¡Buen Camino!

Dear Friends,
It has taken three tries and nine years, but as of July 2012, I have finally walked the entire Way of Compostela from my former home in Leuven/Louvain, Belgium, to Santiago de Composela!
My first pilgrimage experience from the French frontier with Spain to Santiago itself took place in 2003. You can read the details of this first walk along the famous Camino across Spain in my book, To The Field of Stars: A Pilgrim's Journey to Santiago de Compostela, Wm. B. Eerdmans Publishing Co. (2008). (You can order it from the publisher, from Amazon.com, or from your local bookseller).
In the summer and early fall of 2007, I walked from Belgium most of the way across France, with the hope of at least making it to Saint-Jean-Pied-de-Port near the Spanish border, where I began the first pilgrimage. I didn't quite make it. A bad case of plantar fasciitis took me down in the Bordeaux village of Sainte-Ferme. I continued on to Santiago by train and bus, but the "defeat of my feet" and those last 175 miles or so that were left undone, gnawed at me over the ensuing five years. Happily, I was finally able to wrap up this grand pilgrimage with a third walk from Sainte-Ferme to Saint-Jean-Pied-de-Port this past summer (2012). It was a joy to have completed all 2,370 kilometers between Leuven and Santiago.
My adventures and misadventures, my thoughts and prayers of both the 2007 and 2012 pilgrimages have been shared in this blog. I will leave the blog and its archives open for some time to come; if you want to read bits and pieces of it, feel free, but remember that the beginning is at the bottom and the end is at the top.
My contact e-mail remains the same: kacodd@gmail.com; I am always happy to receive mail!
As the pilgrims in Spain greet one another, so I greet you, my reader: "Buen Camino!"
And as the people of France greet their pilgrims along the "Chemin", I also wish to you: "Courage!"

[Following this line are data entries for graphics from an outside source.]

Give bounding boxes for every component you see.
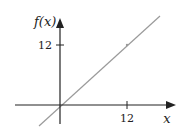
y-tick-label: 12 bbox=[38, 39, 52, 52]
x-tick-label: 12 bbox=[120, 112, 134, 125]
x-axis-arrow-icon bbox=[166, 101, 176, 109]
x-axis-label: x bbox=[163, 111, 171, 126]
chart: 12 12 x f(x) bbox=[0, 0, 180, 131]
y-axis-label: f(x) bbox=[33, 14, 56, 29]
y-axis-arrow-icon bbox=[56, 18, 64, 28]
function-line bbox=[39, 16, 160, 126]
marked-point bbox=[126, 44, 128, 46]
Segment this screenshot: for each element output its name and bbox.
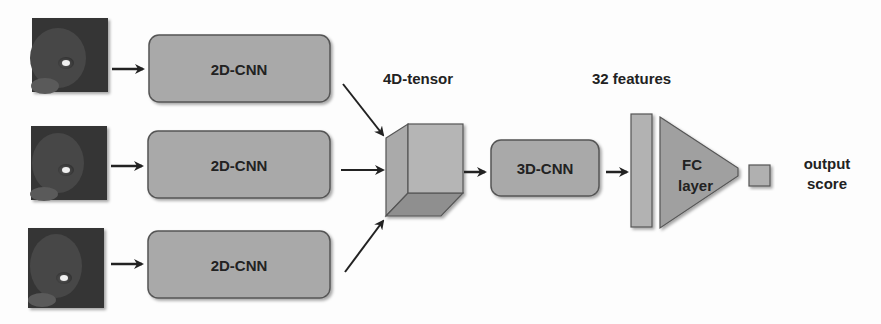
fc-label-line2: layer bbox=[678, 177, 713, 194]
input-image-1 bbox=[30, 18, 108, 94]
cnn2d-box-1: 2D-CNN bbox=[149, 35, 330, 102]
feature-vector-bar bbox=[631, 114, 652, 227]
output-label-line2: score bbox=[807, 175, 847, 192]
cnn3d-box: 3D-CNN bbox=[491, 140, 599, 196]
arrow-cnn3-to-tensor bbox=[345, 221, 383, 272]
cnn2d-box-3: 2D-CNN bbox=[148, 231, 330, 298]
fc-label-line1: FC bbox=[682, 156, 702, 173]
cnn2d-label-1: 2D-CNN bbox=[211, 61, 268, 78]
cnn-architecture-diagram: 2D-CNN 2D-CNN 2D-CNN 4D-tensor 3D-CNN 32… bbox=[0, 0, 881, 324]
cnn2d-box-2: 2D-CNN bbox=[148, 131, 330, 198]
output-label-line1: output bbox=[804, 155, 851, 172]
input-image-3 bbox=[28, 228, 104, 308]
cnn2d-label-2: 2D-CNN bbox=[211, 157, 268, 174]
output-score-box bbox=[749, 165, 770, 186]
input-image-2 bbox=[30, 126, 107, 201]
tensor-cube bbox=[386, 124, 463, 216]
cnn2d-label-3: 2D-CNN bbox=[211, 257, 268, 274]
tensor-label: 4D-tensor bbox=[383, 70, 453, 87]
fc-layer: FC layer bbox=[660, 117, 738, 228]
arrow-cnn1-to-tensor bbox=[343, 84, 383, 135]
cnn3d-label: 3D-CNN bbox=[517, 160, 574, 177]
features-label: 32 features bbox=[592, 70, 671, 87]
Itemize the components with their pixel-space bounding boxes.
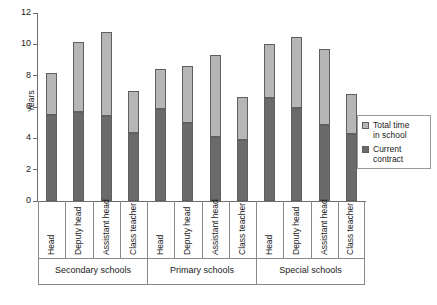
bar-stack <box>210 55 221 201</box>
stacked-bar-chart: Years 024681012 HeadDeputy headAssistant… <box>0 0 437 305</box>
x-group-cell: Special schools <box>256 259 365 285</box>
x-category-cell: Head <box>256 201 283 259</box>
x-category-label: Deputy head <box>291 207 301 255</box>
bar-stack <box>73 42 84 201</box>
x-category-label: Deputy head <box>182 207 192 255</box>
bar-segment-total-time <box>73 42 84 112</box>
legend-label-total-line2: in school <box>373 130 407 140</box>
y-tick-label: 0 <box>5 196 31 205</box>
bar-segment-total-time <box>46 73 57 115</box>
x-group-cell: Primary schools <box>147 259 256 285</box>
x-group-label: Secondary schools <box>39 265 147 275</box>
y-tick-mark <box>33 75 37 76</box>
y-tick-label: 4 <box>5 133 31 142</box>
x-category-cell: Class teacher <box>229 201 256 259</box>
x-category-cell: Deputy head <box>65 201 92 259</box>
bar-segment-total-time <box>237 97 248 140</box>
bar-stack <box>346 94 357 201</box>
bar-stack <box>101 32 112 201</box>
bar-stack <box>155 69 166 201</box>
x-group-label: Special schools <box>257 265 364 275</box>
x-category-label: Assistant head <box>318 199 328 255</box>
x-category-label: Assistant head <box>209 199 219 255</box>
legend-label-current: Current contract <box>373 144 403 164</box>
bar-segment-current-contract <box>128 133 139 201</box>
x-group-cell: Secondary schools <box>38 259 147 285</box>
bar-segment-total-time <box>128 91 139 133</box>
y-tick-mark <box>33 169 37 170</box>
y-tick-label: 10 <box>5 39 31 48</box>
bar-stack <box>291 37 302 201</box>
bar-segment-current-contract <box>73 112 84 201</box>
x-category-cell: Head <box>38 201 65 259</box>
x-group-label: Primary schools <box>148 265 256 275</box>
y-tick-label: 12 <box>5 8 31 17</box>
legend-label-current-line2: contract <box>373 154 403 164</box>
bar-stack <box>128 91 139 201</box>
bar-segment-current-contract <box>346 134 357 201</box>
bar-segment-total-time <box>346 94 357 134</box>
x-category-label: Class teacher <box>127 203 137 255</box>
bar-segment-total-time <box>155 69 166 110</box>
bar-segment-current-contract <box>210 137 221 201</box>
bar-stack <box>264 44 275 201</box>
x-category-cell: Head <box>147 201 174 259</box>
bar-segment-current-contract <box>46 115 57 201</box>
x-category-cell: Deputy head <box>283 201 310 259</box>
bar-segment-current-contract <box>101 116 112 201</box>
bar-segment-total-time <box>264 44 275 99</box>
bar-segment-current-contract <box>155 109 166 201</box>
bar-segment-current-contract <box>182 123 193 201</box>
y-tick-mark <box>33 138 37 139</box>
bar-segment-current-contract <box>319 125 330 201</box>
bar-segment-total-time <box>182 66 193 123</box>
x-category-cell: Class teacher <box>120 201 147 259</box>
x-category-cell: Assistant head <box>311 201 338 259</box>
x-category-cell: Class teacher <box>338 201 365 259</box>
x-category-label: Deputy head <box>73 207 83 255</box>
y-tick-mark <box>33 44 37 45</box>
y-tick-label: 8 <box>5 71 31 80</box>
x-category-cell: Assistant head <box>93 201 120 259</box>
plot-area <box>38 13 365 201</box>
x-category-cell: Deputy head <box>174 201 201 259</box>
legend-label-current-line1: Current <box>373 144 401 154</box>
y-tick-mark <box>33 13 37 14</box>
chart-legend: Total time in school Current contract <box>357 115 431 169</box>
legend-label-total-line1: Total time <box>373 120 409 130</box>
bar-segment-total-time <box>101 32 112 117</box>
bar-segment-total-time <box>291 37 302 108</box>
bar-segment-total-time <box>319 49 330 125</box>
legend-label-total: Total time in school <box>373 120 409 140</box>
y-tick-label: 6 <box>5 102 31 111</box>
bar-segment-current-contract <box>237 140 248 201</box>
x-category-cell: Assistant head <box>202 201 229 259</box>
x-category-label: Head <box>46 235 56 255</box>
legend-swatch-current-icon <box>362 146 369 153</box>
legend-item-total-time: Total time in school <box>362 120 427 140</box>
x-category-label: Head <box>155 235 165 255</box>
y-tick-label: 2 <box>5 165 31 174</box>
x-category-label: Assistant head <box>100 199 110 255</box>
bar-segment-total-time <box>210 55 221 136</box>
x-category-label: Head <box>264 235 274 255</box>
bar-stack <box>237 97 248 201</box>
y-tick-mark <box>33 107 37 108</box>
bar-stack <box>182 66 193 201</box>
legend-item-current-contract: Current contract <box>362 144 427 164</box>
x-category-label: Class teacher <box>236 203 246 255</box>
bar-stack <box>319 49 330 201</box>
bar-segment-current-contract <box>291 108 302 201</box>
x-category-label: Class teacher <box>345 203 355 255</box>
bar-segment-current-contract <box>264 98 275 201</box>
legend-swatch-total-icon <box>362 122 369 129</box>
bar-stack <box>46 73 57 201</box>
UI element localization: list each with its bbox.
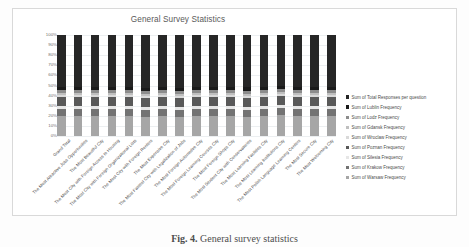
- bar-column[interactable]: [243, 35, 252, 136]
- figure-caption-label: Fig. 4.: [171, 233, 197, 244]
- bar-column[interactable]: [158, 35, 167, 136]
- bar-segment: [209, 116, 218, 136]
- bar-column[interactable]: [209, 35, 218, 136]
- bar-segment: [125, 116, 134, 136]
- legend-item[interactable]: Sum of Lodz Frequency: [346, 112, 458, 122]
- bar-segment: [243, 110, 252, 117]
- bar-segment: [260, 109, 269, 116]
- bar-column[interactable]: [293, 35, 302, 136]
- bar-column[interactable]: [74, 35, 83, 136]
- bar-segment: [158, 97, 167, 106]
- bar-segment: [260, 116, 269, 136]
- bar-segment: [158, 109, 167, 116]
- bar-column[interactable]: [108, 35, 117, 136]
- bar-segment: [57, 116, 66, 136]
- bar-segment: [108, 109, 117, 116]
- bar-segment: [192, 109, 201, 116]
- bar-segment: [125, 109, 134, 116]
- bar-segment: [260, 35, 269, 87]
- y-axis-tick: 100%: [46, 32, 57, 37]
- bar-segment: [293, 116, 302, 136]
- chart-legend: Sum of Total Responses per questionSum o…: [346, 92, 458, 183]
- bar-segment: [158, 35, 167, 87]
- bar-segment: [91, 35, 100, 87]
- bar-segment: [226, 109, 235, 116]
- bar-segment: [74, 116, 83, 136]
- legend-swatch-icon: [346, 176, 349, 179]
- bar-segment: [209, 109, 218, 116]
- legend-label: Sum of Warsaw Frequency: [352, 175, 406, 180]
- bar-segment: [243, 98, 252, 107]
- legend-label: Sum of Total Responses per question: [352, 95, 427, 100]
- bar-column[interactable]: [141, 35, 150, 136]
- bar-segment: [141, 98, 150, 107]
- legend-item[interactable]: Sum of Wroclaw Frequency: [346, 132, 458, 142]
- bar-segment: [327, 116, 336, 136]
- bar-segment: [327, 35, 336, 87]
- legend-swatch-icon: [346, 126, 349, 129]
- bar-segment: [260, 97, 269, 106]
- bar-segment: [327, 97, 336, 106]
- bar-column[interactable]: [91, 35, 100, 136]
- legend-label: Sum of Lodz Frequency: [352, 115, 400, 120]
- legend-item[interactable]: Sum of Total Responses per question: [346, 92, 458, 102]
- legend-item[interactable]: Sum of Silesia Frequency: [346, 153, 458, 163]
- bar-segment: [108, 35, 117, 87]
- bar-column[interactable]: [327, 35, 336, 136]
- chart-title: General Survey Statistics: [13, 15, 343, 24]
- bar-segment: [277, 115, 286, 136]
- bar-segment: [108, 97, 117, 106]
- y-axis-tick: 50%: [48, 82, 57, 87]
- figure-container: General Survey Statistics 100%90%80%70%6…: [0, 0, 469, 247]
- legend-swatch-icon: [346, 156, 349, 159]
- legend-swatch-icon: [346, 116, 349, 119]
- bar-segment: [125, 97, 134, 106]
- legend-item[interactable]: Sum of Gdansk Frequency: [346, 122, 458, 132]
- legend-item[interactable]: Sum of Lublin Frequency: [346, 102, 458, 112]
- legend-label: Sum of Gdansk Frequency: [352, 125, 406, 130]
- legend-label: Sum of Poznan Frequency: [352, 145, 405, 150]
- y-axis-tick: 30%: [48, 102, 57, 107]
- y-axis-tick: 10%: [48, 122, 57, 127]
- bar-segment: [192, 35, 201, 87]
- bar-segment: [91, 97, 100, 106]
- bar-segment: [175, 98, 184, 107]
- y-axis-tick-labels: 100%90%80%70%60%50%40%30%20%10%0%: [27, 33, 57, 136]
- bar-segment: [327, 109, 336, 116]
- bar-column[interactable]: [226, 35, 235, 136]
- bar-series-group: [57, 35, 336, 136]
- bar-segment: [74, 97, 83, 106]
- bar-segment: [209, 35, 218, 87]
- bar-column[interactable]: [125, 35, 134, 136]
- bar-segment: [293, 35, 302, 87]
- bar-column[interactable]: [277, 35, 286, 136]
- bar-segment: [91, 109, 100, 116]
- bar-segment: [91, 116, 100, 136]
- legend-item[interactable]: Sum of Krakow Frequency: [346, 163, 458, 173]
- bar-column[interactable]: [310, 35, 319, 136]
- bar-segment: [74, 35, 83, 87]
- bar-column[interactable]: [192, 35, 201, 136]
- bar-segment: [277, 108, 286, 115]
- legend-item[interactable]: Sum of Warsaw Frequency: [346, 173, 458, 183]
- y-axis-tick: 60%: [48, 72, 57, 77]
- bar-segment: [226, 116, 235, 136]
- y-axis-tick: 20%: [48, 112, 57, 117]
- bar-column[interactable]: [57, 35, 66, 136]
- legend-swatch-icon: [346, 166, 349, 169]
- bar-segment: [125, 35, 134, 87]
- legend-item[interactable]: Sum of Poznan Frequency: [346, 142, 458, 152]
- bar-segment: [57, 109, 66, 116]
- legend-label: Sum of Lublin Frequency: [352, 105, 402, 110]
- chart-frame: General Survey Statistics 100%90%80%70%6…: [12, 8, 457, 216]
- bar-segment: [141, 110, 150, 117]
- bar-segment: [310, 116, 319, 136]
- bar-column[interactable]: [260, 35, 269, 136]
- bar-segment: [175, 110, 184, 117]
- bar-segment: [310, 97, 319, 106]
- gridline: [57, 136, 336, 137]
- bar-segment: [293, 97, 302, 106]
- figure-caption-text: General survey statistics: [200, 233, 298, 244]
- bar-segment: [209, 97, 218, 106]
- bar-column[interactable]: [175, 35, 184, 136]
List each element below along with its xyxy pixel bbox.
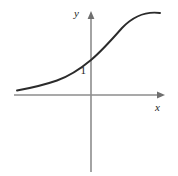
x-axis-label: x bbox=[154, 101, 160, 113]
coordinate-plot-svg: y x 1 bbox=[0, 0, 178, 176]
y-intercept-tick-label: 1 bbox=[81, 64, 87, 76]
y-axis-label: y bbox=[73, 7, 79, 19]
x-axis-arrowhead-icon bbox=[157, 92, 165, 99]
exponential-function-figure: y x 1 bbox=[0, 0, 178, 176]
y-axis-arrowhead-icon bbox=[88, 11, 95, 19]
exponential-curve bbox=[17, 13, 160, 91]
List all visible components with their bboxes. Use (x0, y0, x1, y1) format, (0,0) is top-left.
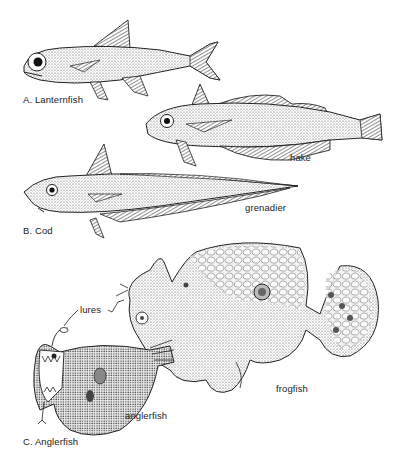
label-grenadier: grenadier (245, 202, 286, 213)
label-frogfish: frogfish (276, 383, 308, 394)
fish-illustration-figure: A. Lanternfish hake grenadier B. Cod lur… (0, 0, 399, 459)
label-lures: lures (80, 304, 101, 315)
lanternfish-drawing (24, 20, 220, 100)
label-c-anglerfish: C. Anglerfish (23, 436, 78, 447)
label-hake: hake (290, 152, 311, 163)
label-b-cod: B. Cod (23, 225, 53, 236)
label-anglerfish: anglerfish (125, 410, 167, 421)
fish-drawings (0, 0, 399, 459)
label-a-lanternfish: A. Lanternfish (23, 94, 83, 105)
hake-drawing (146, 84, 382, 166)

Grace and peace to you all!
Kevin

Sunday, July 8, 2007

Dinant

After a pleasant evening with Père Bernard at his rectory in Yvoir, I had a very short walk this morning into the touristic village of Dinant, only eight kilometers. I arrived at the church of the Abbey of Leffe just as mass was beginning. The priest was front and center leading the penitential rite when I came through the door. He looked at me but didn’t miss a beat. The liturgy was very beautifully done, and it was a joy to be seated, sweaty and probably smelly, in the last row. At the end of mass everyone knew what I was up to and greeted me warmly, and one monk retrieved the abbey seal to stamp my pilgrim passport/credential. He told me that they receive about two pilgrims a day, which is way more than I would have expected. Two other times today I was recognized as a pilgrim, my cockleshell hanging from my pack being the giveaway. I am amazed and touched in retrospect by how they and almost everyone else then treat me, not as a dumb tourist who can’t even speak French but as a sort of hero: they smile kindly, go out of there way to make things easy for me, and say a final word like “Courage!” to me as they wave me on. I need that courage and encouragement because there are so many moments when I myself think I’m nuts for attempting this and for worrying about all the things that might go wrong even if they don’t. The temptation to catch the next train back to Leuven is strong, especially in places like this where the train station is only a couple of blocks away. I would be home in an hour! Tomorrow I follow the Meuse River another day and then it’s back to the GR trail that will take me out of this lovely valley and towards the French border. I imagine I will encounter for the first time lots of steep grades that will put my weak knee to the test in a new way. Also there are few towns of any size, so the going could get tougher finding lodging, and I am without my beautiful but too heavy tent! Well, as I write this it is raining again; the sunshine was nice while it lasted, but all things wet and damp is the norm I’ve gotten used to.